NVIDIA Unveils DLSS 3.5 With AI Ray Reconstruction And Not Just For RTX 40 GPUs
Anyone who has played a path-traced game, like Cyberpunk 2077 in "Ray-Tracing Overdrive" mode or even a game with extensive RT effects like Dying Light 2: Stay Human, will be instantly familiar with ray-tracing denoising artifacts. It's ghosting of the worst sort, like your monitor is an MVA LCD from 2006. Objects leave visible trails behind them and lighting effects can take multiple frames to update the scene, which can be upwards of 100+ milliseconds if your framerate is low—easily within the threshold of "noticeable".
NVIDIA says that if you load up a game like Cyberpunk 2077 right now, a lot of the work that the ray-traced renderer is doing is actually being discarded by the denoisers, particularly in terms of global illumination and reflections. Because the denoisers are trained to reduce noise, highly-detailed effects that only appear on small regions of the screen look like noise to the relatively-simple algorithm trying to generate a coherent image out of the ray-traced noise.
Well, NVIDIA just announced the solution to these woes: DLSS 3.5, now with a new feature called Ray Reconstruction. Put simply, it's like DLSS super resolution, but specifically for ray-tracing. If that confuses you, understand that we're talking about the process of compositing the scene before upscaling.

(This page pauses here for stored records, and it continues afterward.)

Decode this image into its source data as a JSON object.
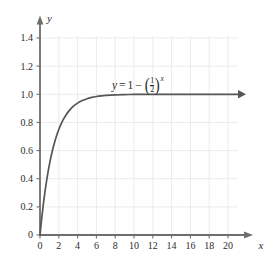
{
  "figure": {
    "background": "#ffffff",
    "curve_color": "#555555",
    "axis_color": "#6e6e6e",
    "grid_color": "#e2e2e6",
    "text_color": "#2b2b2b"
  },
  "equation": {
    "lhs": "y",
    "equals": "=",
    "one": "1",
    "minus": "−",
    "paren_open": "(",
    "paren_close": ")",
    "numerator": "1",
    "denominator": "2",
    "exponent": "x",
    "plain": "y = 1 - (1/2)^x"
  },
  "axes": {
    "x_name": "x",
    "y_name": "y",
    "x_ticks": [
      "0",
      "2",
      "4",
      "6",
      "8",
      "10",
      "12",
      "14",
      "16",
      "18",
      "20"
    ],
    "y_ticks": [
      "0",
      "0.2",
      "0.4",
      "0.6",
      "0.8",
      "1.0",
      "1.2",
      "1.4"
    ]
  },
  "chart_data": {
    "type": "line",
    "title": "",
    "xlabel": "x",
    "ylabel": "y",
    "xlim": [
      0,
      21.5
    ],
    "ylim": [
      0,
      1.5
    ],
    "grid": true,
    "legend": null,
    "annotations": [
      {
        "text": "y = 1 - (1/2)^x",
        "x": 7.8,
        "y": 1.12
      }
    ],
    "x_tick_values": [
      0,
      2,
      4,
      6,
      8,
      10,
      12,
      14,
      16,
      18,
      20
    ],
    "y_tick_values": [
      0,
      0.2,
      0.4,
      0.6,
      0.8,
      1.0,
      1.2,
      1.4
    ],
    "series": [
      {
        "name": "y = 1 - (1/2)^x",
        "color": "#555555",
        "arrow_end": true,
        "x": [
          0,
          0.1,
          0.2,
          0.3,
          0.4,
          0.5,
          0.6,
          0.8,
          1.0,
          1.2,
          1.4,
          1.6,
          1.8,
          2.0,
          2.25,
          2.5,
          2.75,
          3.0,
          3.5,
          4.0,
          4.5,
          5.0,
          5.5,
          6.0,
          6.5,
          7.0,
          8.0,
          9.0,
          10.0,
          11.0,
          12.0,
          13.0,
          14.0,
          15.0,
          16.0,
          17.0,
          18.0,
          19.0,
          20.0,
          21.0,
          22.0
        ],
        "values": [
          0,
          0.067,
          0.1294,
          0.1877,
          0.2421,
          0.2929,
          0.3403,
          0.4257,
          0.5,
          0.5647,
          0.6213,
          0.6704,
          0.7131,
          0.75,
          0.7899,
          0.8232,
          0.8513,
          0.875,
          0.9116,
          0.9375,
          0.9558,
          0.9688,
          0.9779,
          0.9844,
          0.989,
          0.9922,
          0.9961,
          0.998,
          0.999,
          0.9995,
          0.9998,
          0.9999,
          0.9999,
          1.0,
          1.0,
          1.0,
          1.0,
          1.0,
          1.0,
          1.0,
          1.0
        ]
      }
    ]
  }
}
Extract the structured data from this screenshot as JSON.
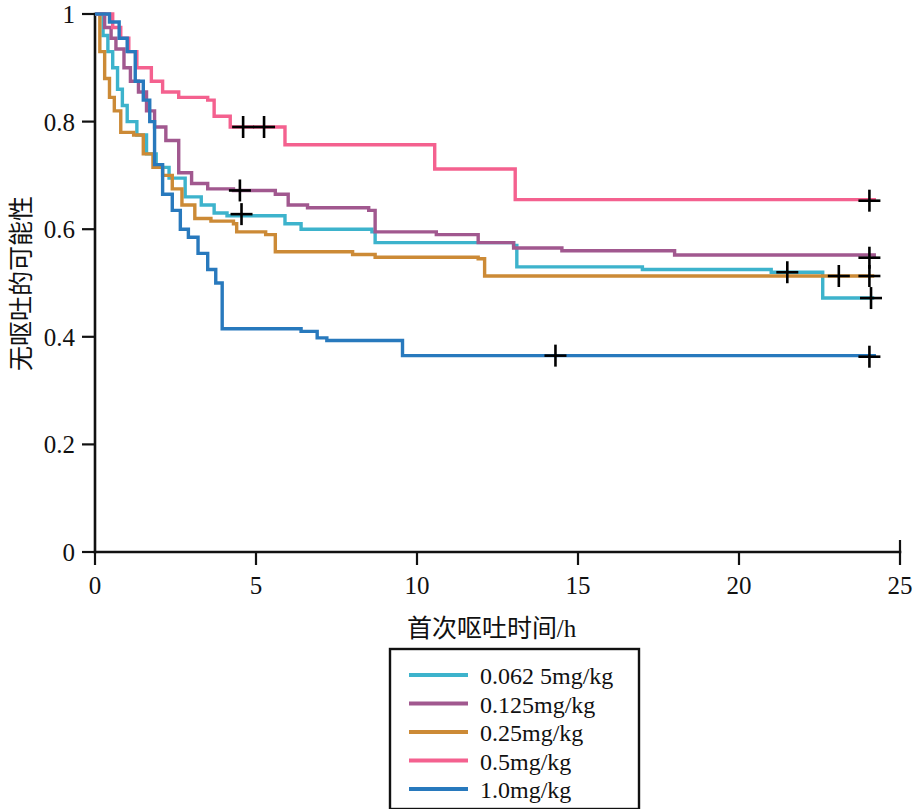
{
  "chart_data": {
    "type": "line",
    "subtype": "kaplan-meier-step",
    "title": "",
    "xlabel": "首次呕吐时间/h",
    "ylabel": "无呕吐的可能性",
    "xlim": [
      0,
      25
    ],
    "ylim": [
      0,
      1
    ],
    "xticks": [
      0,
      5,
      10,
      15,
      20,
      25
    ],
    "xtick_labels": [
      "0",
      "5",
      "10",
      "15",
      "20",
      "25"
    ],
    "yticks": [
      0,
      0.2,
      0.4,
      0.6,
      0.8,
      1
    ],
    "ytick_labels": [
      "0",
      "0.2",
      "0.4",
      "0.6",
      "0.8",
      "1"
    ],
    "grid": false,
    "legend_position": "bottom-center",
    "series": [
      {
        "name": "0.062 5mg/kg",
        "color": "#3db3cc",
        "steps": [
          [
            0.0,
            1.0
          ],
          [
            0.25,
            0.96
          ],
          [
            0.4,
            0.93
          ],
          [
            0.55,
            0.9
          ],
          [
            0.7,
            0.86
          ],
          [
            0.85,
            0.83
          ],
          [
            1.0,
            0.8
          ],
          [
            1.3,
            0.775
          ],
          [
            1.6,
            0.74
          ],
          [
            1.9,
            0.715
          ],
          [
            2.3,
            0.695
          ],
          [
            2.8,
            0.66
          ],
          [
            3.3,
            0.645
          ],
          [
            3.7,
            0.63
          ],
          [
            4.1,
            0.625
          ],
          [
            5.3,
            0.625
          ],
          [
            5.9,
            0.61
          ],
          [
            6.4,
            0.6
          ],
          [
            8.6,
            0.595
          ],
          [
            8.7,
            0.575
          ],
          [
            13.0,
            0.57
          ],
          [
            13.1,
            0.53
          ],
          [
            17.0,
            0.525
          ],
          [
            21.0,
            0.52
          ],
          [
            22.6,
            0.472
          ],
          [
            24.2,
            0.472
          ]
        ],
        "censor_points": [
          [
            4.55,
            0.628
          ],
          [
            21.5,
            0.52
          ],
          [
            24.1,
            0.472
          ]
        ]
      },
      {
        "name": "0.125mg/kg",
        "color": "#a1588f",
        "steps": [
          [
            0.0,
            1.0
          ],
          [
            0.3,
            0.975
          ],
          [
            0.5,
            0.955
          ],
          [
            0.65,
            0.935
          ],
          [
            0.9,
            0.9
          ],
          [
            1.1,
            0.875
          ],
          [
            1.35,
            0.855
          ],
          [
            1.6,
            0.82
          ],
          [
            1.85,
            0.79
          ],
          [
            2.2,
            0.765
          ],
          [
            2.6,
            0.705
          ],
          [
            3.0,
            0.685
          ],
          [
            3.5,
            0.675
          ],
          [
            4.3,
            0.672
          ],
          [
            5.6,
            0.665
          ],
          [
            6.0,
            0.645
          ],
          [
            6.6,
            0.64
          ],
          [
            8.5,
            0.635
          ],
          [
            8.7,
            0.595
          ],
          [
            10.6,
            0.59
          ],
          [
            11.9,
            0.575
          ],
          [
            13.0,
            0.565
          ],
          [
            14.5,
            0.56
          ],
          [
            18.0,
            0.552
          ],
          [
            24.2,
            0.547
          ]
        ],
        "censor_points": [
          [
            4.5,
            0.672
          ],
          [
            24.05,
            0.547
          ]
        ]
      },
      {
        "name": "0.25mg/kg",
        "color": "#cc8a36",
        "steps": [
          [
            0.0,
            1.0
          ],
          [
            0.15,
            0.93
          ],
          [
            0.3,
            0.88
          ],
          [
            0.45,
            0.845
          ],
          [
            0.6,
            0.82
          ],
          [
            0.8,
            0.78
          ],
          [
            1.2,
            0.775
          ],
          [
            1.5,
            0.74
          ],
          [
            1.8,
            0.715
          ],
          [
            2.1,
            0.7
          ],
          [
            2.4,
            0.675
          ],
          [
            2.7,
            0.645
          ],
          [
            3.1,
            0.62
          ],
          [
            3.6,
            0.615
          ],
          [
            4.3,
            0.61
          ],
          [
            4.4,
            0.595
          ],
          [
            5.3,
            0.59
          ],
          [
            5.6,
            0.558
          ],
          [
            8.0,
            0.553
          ],
          [
            8.7,
            0.548
          ],
          [
            11.9,
            0.545
          ],
          [
            12.1,
            0.513
          ],
          [
            24.2,
            0.513
          ]
        ],
        "censor_points": [
          [
            23.1,
            0.513
          ],
          [
            24.05,
            0.513
          ]
        ]
      },
      {
        "name": "0.5mg/kg",
        "color": "#f4618f",
        "steps": [
          [
            0.0,
            1.0
          ],
          [
            0.55,
            0.975
          ],
          [
            0.8,
            0.955
          ],
          [
            1.05,
            0.93
          ],
          [
            1.3,
            0.9
          ],
          [
            1.75,
            0.875
          ],
          [
            2.1,
            0.855
          ],
          [
            2.6,
            0.845
          ],
          [
            3.5,
            0.84
          ],
          [
            3.7,
            0.81
          ],
          [
            4.2,
            0.79
          ],
          [
            5.8,
            0.79
          ],
          [
            5.9,
            0.757
          ],
          [
            10.4,
            0.757
          ],
          [
            10.55,
            0.712
          ],
          [
            12.9,
            0.712
          ],
          [
            13.05,
            0.655
          ],
          [
            24.2,
            0.653
          ]
        ],
        "censor_points": [
          [
            4.6,
            0.79
          ],
          [
            5.25,
            0.79
          ],
          [
            24.05,
            0.653
          ]
        ]
      },
      {
        "name": "1.0mg/kg",
        "color": "#2879bd",
        "steps": [
          [
            0.0,
            1.0
          ],
          [
            0.45,
            0.985
          ],
          [
            0.75,
            0.955
          ],
          [
            1.0,
            0.93
          ],
          [
            1.25,
            0.875
          ],
          [
            1.5,
            0.84
          ],
          [
            1.7,
            0.8
          ],
          [
            1.85,
            0.72
          ],
          [
            2.1,
            0.665
          ],
          [
            2.4,
            0.635
          ],
          [
            2.65,
            0.6
          ],
          [
            2.9,
            0.585
          ],
          [
            3.2,
            0.555
          ],
          [
            3.5,
            0.525
          ],
          [
            3.75,
            0.5
          ],
          [
            3.95,
            0.415
          ],
          [
            6.4,
            0.41
          ],
          [
            6.9,
            0.398
          ],
          [
            7.2,
            0.393
          ],
          [
            9.55,
            0.365
          ],
          [
            24.2,
            0.363
          ]
        ],
        "censor_points": [
          [
            14.3,
            0.365
          ],
          [
            24.05,
            0.363
          ]
        ]
      }
    ]
  },
  "legend": {
    "items": [
      {
        "label": "0.062 5mg/kg",
        "color": "#3db3cc"
      },
      {
        "label": "0.125mg/kg",
        "color": "#a1588f"
      },
      {
        "label": "0.25mg/kg",
        "color": "#cc8a36"
      },
      {
        "label": "0.5mg/kg",
        "color": "#f4618f"
      },
      {
        "label": "1.0mg/kg",
        "color": "#2879bd"
      }
    ]
  }
}
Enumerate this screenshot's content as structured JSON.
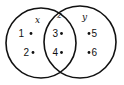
{
  "diagram": {
    "type": "venn",
    "sets": [
      {
        "label": "x",
        "cx": 41,
        "cy": 43,
        "r": 35
      },
      {
        "label": "y",
        "cx": 80,
        "cy": 42,
        "r": 36
      }
    ],
    "intersection_label": "z",
    "regions": {
      "x_only": [
        {
          "label": "1",
          "x": 26,
          "y": 33
        },
        {
          "label": "2",
          "x": 26,
          "y": 53
        }
      ],
      "intersection": [
        {
          "label": "3",
          "x": 55,
          "y": 33
        },
        {
          "label": "4",
          "x": 55,
          "y": 53
        }
      ],
      "y_only": [
        {
          "label": "5",
          "x": 93,
          "y": 33
        },
        {
          "label": "6",
          "x": 93,
          "y": 53
        }
      ]
    },
    "stroke_color": "#111111",
    "background": "#ffffff"
  }
}
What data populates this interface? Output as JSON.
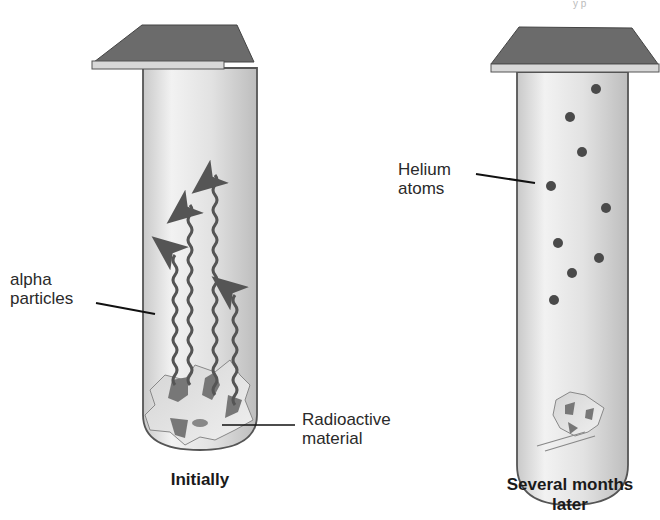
{
  "diagram": {
    "title_fragment": "y p",
    "left_tube": {
      "caption": "Initially",
      "labels": {
        "alpha_line1": "alpha",
        "alpha_line2": "particles",
        "material_line1": "Radioactive",
        "material_line2": "material"
      },
      "arrow_count": 4
    },
    "right_tube": {
      "caption_line1": "Several months",
      "caption_line2": "later",
      "labels": {
        "helium_line1": "Helium",
        "helium_line2": "atoms"
      },
      "helium_atom_count": 9
    },
    "colors": {
      "cap_top": "#6b6b6b",
      "cap_rim": "#d8d8d8",
      "tube_fill": "#e4e4e4",
      "tube_edge": "#555555",
      "particle": "#555555",
      "atom": "#4a4a4a"
    }
  }
}
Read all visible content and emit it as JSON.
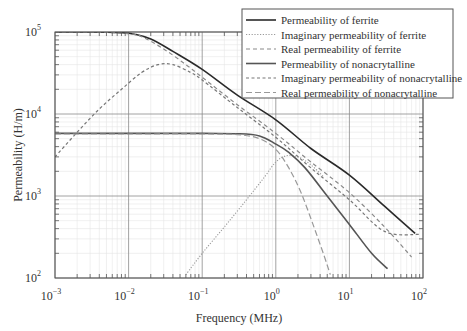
{
  "chart_data": {
    "type": "line",
    "title": "",
    "xlabel": "Frequency (MHz)",
    "ylabel": "Permeability (H/m)",
    "xscale": "log",
    "yscale": "log",
    "xlim": [
      0.001,
      100
    ],
    "ylim": [
      100,
      100000
    ],
    "grid": true,
    "legend_position": "upper right",
    "x_ticks": [
      {
        "base": "10",
        "exp": "−3",
        "value": 0.001
      },
      {
        "base": "10",
        "exp": "−2",
        "value": 0.01
      },
      {
        "base": "10",
        "exp": "−1",
        "value": 0.1
      },
      {
        "base": "10",
        "exp": "0",
        "value": 1
      },
      {
        "base": "10",
        "exp": "1",
        "value": 10
      },
      {
        "base": "10",
        "exp": "2",
        "value": 100
      }
    ],
    "y_ticks": [
      {
        "base": "10",
        "exp": "2",
        "value": 100
      },
      {
        "base": "10",
        "exp": "3",
        "value": 1000
      },
      {
        "base": "10",
        "exp": "4",
        "value": 10000
      },
      {
        "base": "10",
        "exp": "5",
        "value": 100000
      }
    ],
    "series": [
      {
        "name": "Permeability of ferrite",
        "style": "solid",
        "color": "#2a2a2a",
        "width": 1.6,
        "x": [
          0.001,
          0.003,
          0.008,
          0.012,
          0.02,
          0.04,
          0.1,
          0.3,
          1,
          3,
          10,
          30,
          78
        ],
        "y": [
          100000,
          100000,
          98000,
          94000,
          82000,
          58000,
          35000,
          17000,
          8500,
          3800,
          1800,
          750,
          350
        ]
      },
      {
        "name": "Imaginary permeability of ferrite",
        "style": "dotted",
        "color": "#9a9a9a",
        "width": 1.1,
        "x": [
          0.06,
          0.1,
          0.2,
          0.4,
          0.7,
          1.0,
          1.4,
          2.0,
          3.0,
          4.5
        ],
        "y": [
          110,
          200,
          420,
          900,
          1700,
          2600,
          3100,
          3000,
          2400,
          1700
        ]
      },
      {
        "name": "Real permeability of ferrite",
        "style": "dashed",
        "color": "#8a8a8a",
        "width": 1.2,
        "x": [
          0.001,
          0.005,
          0.01,
          0.015,
          0.03,
          0.06,
          0.1,
          0.3,
          1,
          3,
          10,
          30,
          70
        ],
        "y": [
          100000,
          99000,
          95000,
          88000,
          62000,
          40000,
          28000,
          13000,
          5800,
          2600,
          1100,
          420,
          180
        ]
      },
      {
        "name": "Permeability of nonacrytalline",
        "style": "solid",
        "color": "#555555",
        "width": 1.6,
        "x": [
          0.001,
          0.01,
          0.1,
          0.3,
          0.6,
          1,
          1.5,
          2.5,
          5,
          10,
          20,
          33
        ],
        "y": [
          5800,
          5800,
          5800,
          5750,
          5400,
          4300,
          3400,
          2200,
          1000,
          450,
          200,
          130
        ]
      },
      {
        "name": "Imaginary permeability of nonacrytalline",
        "style": "short-dashed",
        "color": "#777777",
        "width": 1.2,
        "x": [
          0.001,
          0.002,
          0.004,
          0.008,
          0.015,
          0.025,
          0.04,
          0.07,
          0.1,
          0.3,
          1,
          3,
          10,
          30,
          90
        ],
        "y": [
          3000,
          6000,
          11500,
          20000,
          32000,
          40000,
          40000,
          32000,
          26000,
          12000,
          5200,
          2200,
          900,
          370,
          340
        ]
      },
      {
        "name": "Real permeability of nonacrytalline",
        "style": "long-dashed",
        "color": "#999999",
        "width": 1.2,
        "x": [
          0.001,
          0.01,
          0.1,
          0.3,
          0.6,
          1,
          1.5,
          2.2,
          3.2,
          4.5,
          5.5
        ],
        "y": [
          5700,
          5700,
          5700,
          5600,
          5000,
          3700,
          2200,
          1100,
          450,
          190,
          110
        ]
      }
    ]
  }
}
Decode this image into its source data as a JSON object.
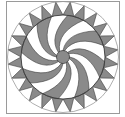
{
  "figure": {
    "frame": {
      "x": 6.5,
      "y": 1.5,
      "width": 113,
      "height": 112,
      "stroke": "#9a9a9a"
    },
    "center": {
      "x": 63,
      "y": 57
    },
    "outer_radius": 55.5,
    "inner_radius": 42,
    "hub_radius": 6.5,
    "spike_count": 24,
    "blade_count": 8,
    "colors": {
      "gray": "#8a8a8a",
      "white": "#ffffff",
      "line": "#3c3c3c",
      "outer_line": "#9a9a9a"
    }
  }
}
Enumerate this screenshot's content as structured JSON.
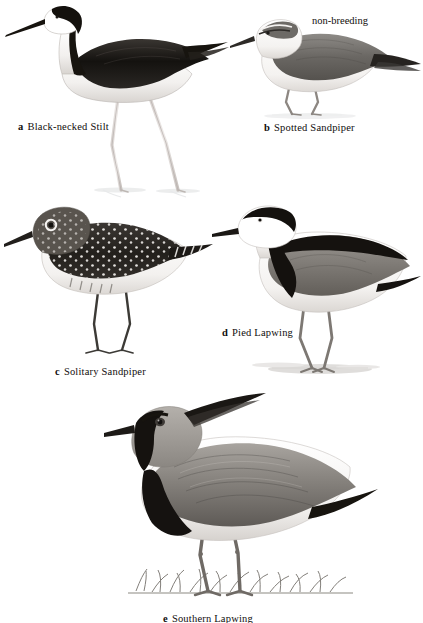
{
  "plate": {
    "background_color": "#ffffff",
    "width": 423,
    "height": 623,
    "style": "grayscale field-guide illustration plate",
    "ink_color": "#100d0c"
  },
  "figures": [
    {
      "letter": "a",
      "name": "Black-necked Stilt",
      "caption_letter": "a",
      "caption_name": "Black-necked Stilt",
      "position": "top-left",
      "pose": "standing in shallow water, walking left",
      "plumage": "black crown and nape, white forehead patch, white face and underparts, black back and wings, very long pink legs, long thin black bill",
      "substrate": "shallow water with faint reflection"
    },
    {
      "letter": "b",
      "name": "Spotted Sandpiper",
      "caption_letter": "b",
      "caption_name": "Spotted Sandpiper",
      "position": "top-right",
      "pose": "crouched, facing left",
      "plumage": "plain grey-brown upperparts, white underparts, white supercilium, dark eyeline, pale legs",
      "substrate": "faint ground shadow",
      "annotation": "non-breeding"
    },
    {
      "letter": "c",
      "name": "Solitary Sandpiper",
      "caption_letter": "c",
      "caption_name": "Solitary Sandpiper",
      "position": "middle-left",
      "pose": "standing, facing left",
      "plumage": "dark brown upperparts heavily spotted white, bold white eye-ring, white underparts, dark greenish legs",
      "substrate": "none"
    },
    {
      "letter": "d",
      "name": "Pied Lapwing",
      "caption_letter": "d",
      "caption_name": "Pied Lapwing",
      "position": "middle-right",
      "pose": "standing alert, facing left",
      "plumage": "black crown stripe, white face, black hindneck and breast band, grey-brown wing with black bar, white underparts, dark bill",
      "substrate": "sandy ground"
    },
    {
      "letter": "e",
      "name": "Southern Lapwing",
      "caption_letter": "e",
      "caption_name": "Southern Lapwing",
      "position": "bottom-centre",
      "pose": "standing, facing left",
      "plumage": "grey-brown head with long pointed black crest, black face stripe and throat, black breast, grey-brown wings, pinkish legs",
      "substrate": "grass tuft"
    }
  ],
  "annotations": [
    {
      "text": "non-breeding",
      "refers_to": "Spotted Sandpiper"
    }
  ]
}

In other words, instead of using a slower and more taxing denoiser to achieve better results, NVIDIA is side-stepping the whole process by replacing the collection of hand-tuned denoisers currently used for ray-tracing with an AI model that does it better and faster.
The AI denoiser trained by NVIDIA—apparently on five times more data than the model used for DLSS 3—is smart enough to recognize even small areas of shading and lighting, and as a result, ray-traced scenes using it are apparently sharper, more accurate, and less prone to ghosting artifacts (at least judging by NVIDIA's demo footage in its video about the technology).
By the way, Ray Reconstruction isn't just for video games. The company also demonstrated a sample of the technique at work in the popular D5 Render ray-tracing kernel, used in apps like 3D Studio Max, Blender, Cinema4D, and others. While you wouldn't necessarily need this technique for an offline render—you could instead choose to simply cast thousands of times more rays per pixel—it does give a much more accurate preview of what your scene will look like while you're working on it.